In this world where sound bites can be as short as seven seconds and often no longer than 20, company representatives need to keep their messages compelling and concise.

Besides brevity, responses need to be phrased effectively. Exactly what that means truly depends on the philosphy espoused by a particular media coach. Some swear by the approach of sending their clients into interviews armed with key messages or "aces," that must be conveyed while others say they believe honesty is the best policy.

FP Weekend interviewed four coaches, two Canadian and two American, to get a taste of different techniques.

The pusher Dan Keeney, president of Texas-based DPK PublicRelations, says he works with "C-level" executives -- CEOs, CFOs and COOs -- at Fortune 500 companies. From Mr. Keeney''s point of view, an interview isn''t so much an opportunity for the journalist to get answers as it is for the executive to get across the company''s message.

"[My clients] think of an interview as an obligation to answer a reporter''s questions," he says. "We train them to change their mindset. Think of this as an opportunity to use a journalist as a conduit through which your message is communicated."

Mr. Keeney is an advocate of "bridging" -- a technique that lets the interviewee reclaim an interview that is headed in an undesirable direction, and link the reporter''s question to the company message.

"A common bridging technique is to say, ''What your viewers or listeners really care about is ...'' If you are disciplined with it, it might seem evasive but it''s better to be, or seem, evasive than it is to damage your organization."

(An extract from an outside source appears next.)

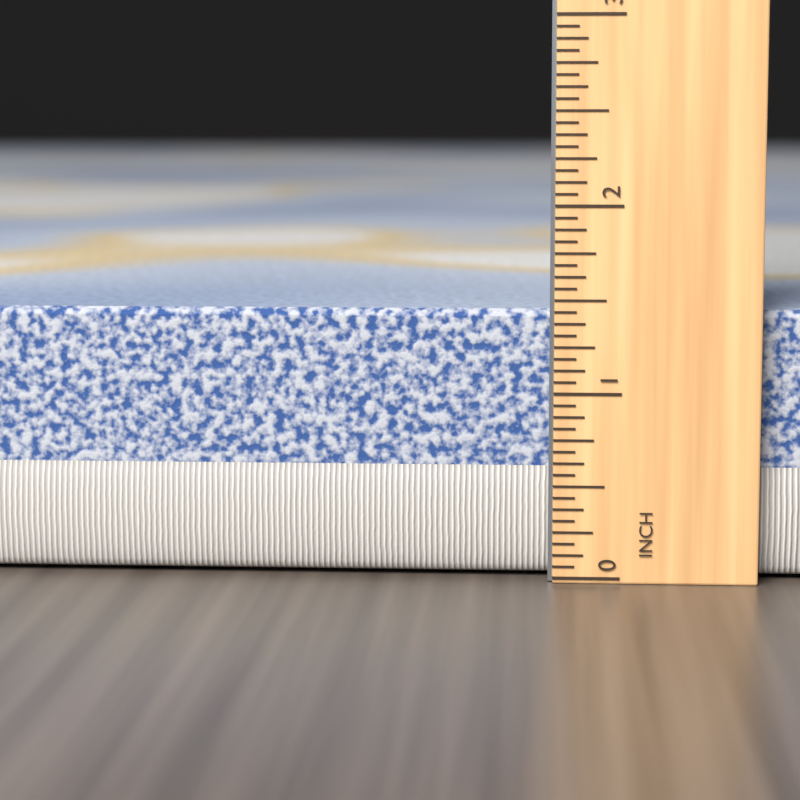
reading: 1.4375 in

The bridge builder The client list of Steve Dunlop, a New York-based media trainer, has no shortage of big corporate names: Procter & Gamble, Kraft Foods, Pfizer, Charles Schwab, Chase Manhattan are among them.

Mr. Dunlop, a veteran journalist of 30 years and a part-time reporter for CBS News, sees his role as bridge builder between journalists and businesspeople, who, "more often than not are concerned, sometimes afraid, to talk to a reporter," he says.

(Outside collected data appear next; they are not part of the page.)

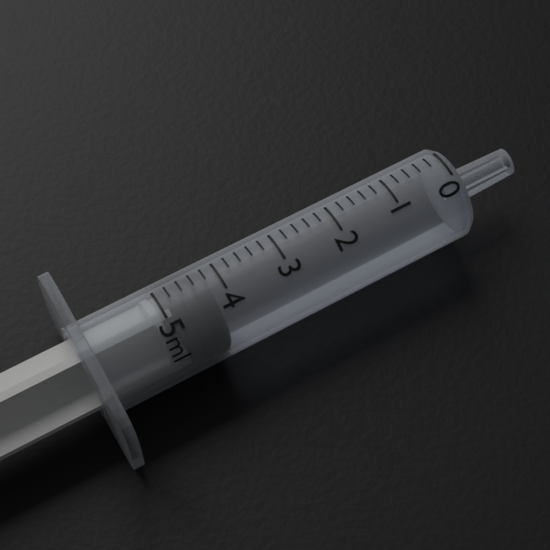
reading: 4.2 ml
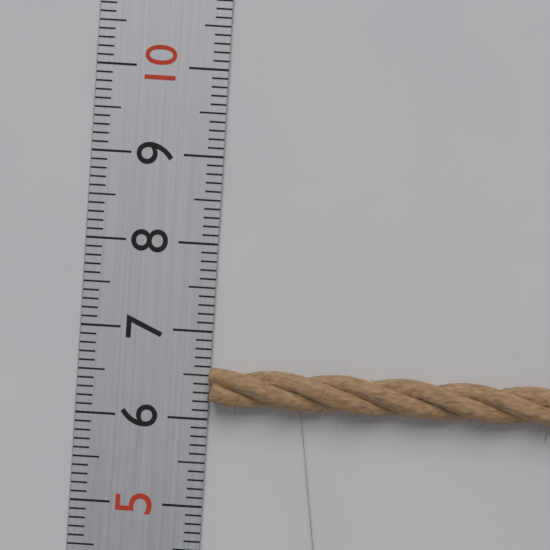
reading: 6.6 (no unit)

A common trap the inexperienced fall into is they fail to speak in complete sentences and instead answer questions with a yes or no or in partial sentences. Moreover, an interviewee''s words can fall on deaf ears when his or her facial expressions and tone of voice don''t jibe with what is being said.

"I consider my mission to get more people interested in talking to the press by building their confidence, by showing them how to speak the media''s language," Mr. Dunlop says.

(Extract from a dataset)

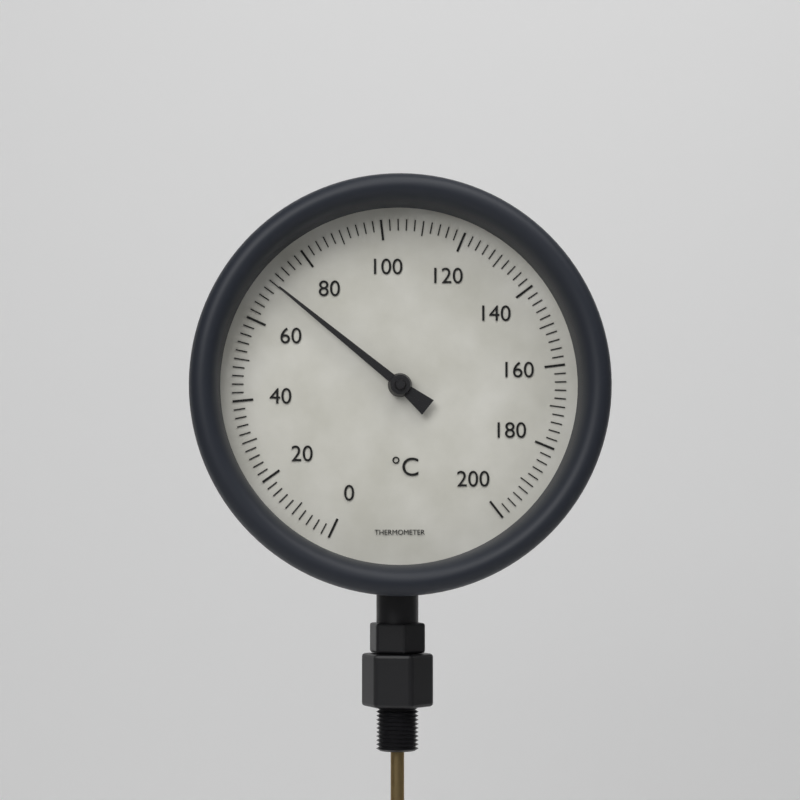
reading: 70 °C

The axiom-ater "I think trainers get it wrong," says Toronto-based Ed Shiller. "They teach techniques for trying to gain control of the interview from the reporter basically under the idea of bridging or something similar," he says, describing that tactic as "destructive."

In response, Mr. Shiller has devised seven axioms for successful interviews:

  • A media encounter is an opportunity for you to get your message across to your key publics;
  • You and the reporter have a coincidence of self-interest;
  • The reporter has the absolute right to ask you any question in any manner he or she chooses;
  • You have an absolute right, and a firm moral and pragmatic obligation, to answer each question according to your own dictates, not the reporter''s;
  • All information is either public, and thus available to outsiders, or it is confidential, and thus available only to insiders. And all information is automatically public unless a compelling case can be made to keep it confidential;
  • All reporters deserve the same cordial professionalism from you and your organization before, during and after an interview;
  • Effective communication results not only from speaking the truth, but also from believing in what you say.

"My training is designed to give the skills to be honest," Mr. Shiller says.

The emoter Like Mr. Dunlop, Kathleen Conway of Toronto-based Camden Communications says she believes effective media coaching turns on helping people to manage logic and emotion so that what the interviewee is saying makes sense and is reinforced by the appropriate emotional tone.